Many retail stores use film or digital minilabs to provide on-site photo finishing services.
This means that the larger labs capable of processing 30,000-40,000 films a day are going out of business, and more retailers are installing minilabs.
With these chemical processes, films can be ready for collection in as little as 20 minutes, depending on the machine capabilities and the operator.
All necessary processing chemicals may arrive in a box (replenishment cartridge) containing enough bleach, developer and fixing agents to be mixed automatically for an estimated amount of paper, eliminating the need to manually handle and mix chemicals.
The leader is as wide as the widest possible format, and films attached to it are supported by guide rollers only.
The leader may be gripped on each side between toothed drive belts following the same path as the film through the mechanism.
The AOM driver can often fail causing problems in the image produced by the printing process.
Printers making use of this process can make prints of images that have been scanned using the printer's built-in CCD scanner, images that are in CDs, 3.25 inch floppy disks, ZIP disks or memory cards.
[4] After cutting an inkjet printer marks each sheet with up to 80 characters of information spread over 2 lines, before exposure using a scanning and modulated set of red, green and blue laser beams.
After exposure by lasers, the paper passes through tanks, one containing a developer, the next a bleach/fixing agent (which may also be separate) and the next containing filtered rinsing water followed by tanks with conditioning chemicals, before being dried with hot air, ejected and sorted.
[13] The laser beams are scanned across the paper using a rotating mirror octagon driven by a stepper motor.
Sensors are used to synchronize the rotation of the octagon with the signals sent by the AOM drivers to modulate the lasers.
As soon as the tray has all the prints it needs it moves down and then an empty one drops on top of it, and the process repeats.
[1] An example of a digital minilab silver halide printer is the Noritsu QSS series of machines.
In 1979 Noritsu released the QSS-2, which for the first time allowed for photo processing, from film development to color printing in just 45 minutes.
In 2002 Noritsu introduced the first dry minilab, using Epson's seven color inkjet piezoelectric printing head.
Subsequently, the minilab related assets were sold to the newly formed San Marco Imaging.
[16] Noritsu were for a short time manufacturing all of Fuji's minilab equipment until they discontinued production.
Photographs are input to the digital minilab using a built-in film scanner that captures images from negative and positive photographic films (including mounted slides), flatbed scanners, a kiosk that accepts CD-ROMs or memory cards from a digital camera, or a website that accepts uploads.
Digital minilabs are generally too expensive for typical home use, but many retailers purchase or lease them to offer photo printing services to their customers.
This is often better than can be achieved by typical home inkjet printers, and for smaller prints generally less expensive.
These machines are cheaper, smaller, and use inkjet printing instead of a chemical developing process.
This allows them to be installed in smaller retail stores, print shops, and resort/tourist locations that could not justify an expensive, high throughput, wet minilab.
"Dry lab" is a term that evolved in the professional and consumer segments of the photo printing industry to distinguish later, chemistry free (or "dry") photo printing systems from traditional, silver halide (or "wet") systems.
Although not strictly "dry", the first technology is a dye based, four colour (Yellow, Cyan, Magenta & Black) inkjet system.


== TASK DIRECTIONS ==
Report each line of the entries that contains the word "will", copied in full.

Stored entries
┄┄┄┄┄┄┄┄┄┄┄┄┄┄┄┄┄┄┄┄

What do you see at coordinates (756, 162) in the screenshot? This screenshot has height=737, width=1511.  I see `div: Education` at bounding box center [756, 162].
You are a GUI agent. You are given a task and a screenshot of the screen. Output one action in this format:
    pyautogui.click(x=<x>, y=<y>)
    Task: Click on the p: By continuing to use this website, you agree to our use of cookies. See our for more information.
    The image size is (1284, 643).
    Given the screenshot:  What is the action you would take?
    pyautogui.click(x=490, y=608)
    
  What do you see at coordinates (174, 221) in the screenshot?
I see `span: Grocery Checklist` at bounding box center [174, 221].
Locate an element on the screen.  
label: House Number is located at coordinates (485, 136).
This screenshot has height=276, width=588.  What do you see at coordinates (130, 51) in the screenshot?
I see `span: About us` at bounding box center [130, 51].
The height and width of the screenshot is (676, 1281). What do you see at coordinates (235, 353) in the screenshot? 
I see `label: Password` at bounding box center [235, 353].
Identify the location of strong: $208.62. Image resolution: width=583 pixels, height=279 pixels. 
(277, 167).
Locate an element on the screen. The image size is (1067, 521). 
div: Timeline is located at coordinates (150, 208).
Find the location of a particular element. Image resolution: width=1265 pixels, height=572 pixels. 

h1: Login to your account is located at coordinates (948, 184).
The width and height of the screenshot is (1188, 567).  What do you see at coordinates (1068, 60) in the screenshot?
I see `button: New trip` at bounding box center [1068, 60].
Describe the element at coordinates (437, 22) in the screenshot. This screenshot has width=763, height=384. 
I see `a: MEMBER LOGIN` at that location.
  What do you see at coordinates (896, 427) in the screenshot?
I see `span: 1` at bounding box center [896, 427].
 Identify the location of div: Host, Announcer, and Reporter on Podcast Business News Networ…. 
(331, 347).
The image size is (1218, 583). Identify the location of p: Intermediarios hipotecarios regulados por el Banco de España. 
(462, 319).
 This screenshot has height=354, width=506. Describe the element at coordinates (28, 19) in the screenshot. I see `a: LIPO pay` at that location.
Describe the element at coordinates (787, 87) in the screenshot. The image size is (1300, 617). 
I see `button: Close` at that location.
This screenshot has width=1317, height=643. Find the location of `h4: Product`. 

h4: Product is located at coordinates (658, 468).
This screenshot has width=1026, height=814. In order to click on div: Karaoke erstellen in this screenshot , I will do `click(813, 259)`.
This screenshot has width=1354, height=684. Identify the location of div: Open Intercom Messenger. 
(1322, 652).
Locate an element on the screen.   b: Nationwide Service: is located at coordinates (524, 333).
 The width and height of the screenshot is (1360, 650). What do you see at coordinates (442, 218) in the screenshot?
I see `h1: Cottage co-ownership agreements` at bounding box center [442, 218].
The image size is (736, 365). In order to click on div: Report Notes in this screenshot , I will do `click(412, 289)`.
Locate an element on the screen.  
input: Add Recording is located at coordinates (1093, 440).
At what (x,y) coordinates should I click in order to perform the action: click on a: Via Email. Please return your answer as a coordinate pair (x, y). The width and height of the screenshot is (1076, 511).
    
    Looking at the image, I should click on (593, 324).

┄┄┄┄┄┄┄┄┄┄┄┄┄┄┄┄┄┄┄┄

== REPLY ==
This screenshot has width=1026, height=814. In order to click on div: Karaoke erstellen in this screenshot , I will do `click(813, 259)`.
The image size is (736, 365). In order to click on div: Report Notes in this screenshot , I will do `click(412, 289)`.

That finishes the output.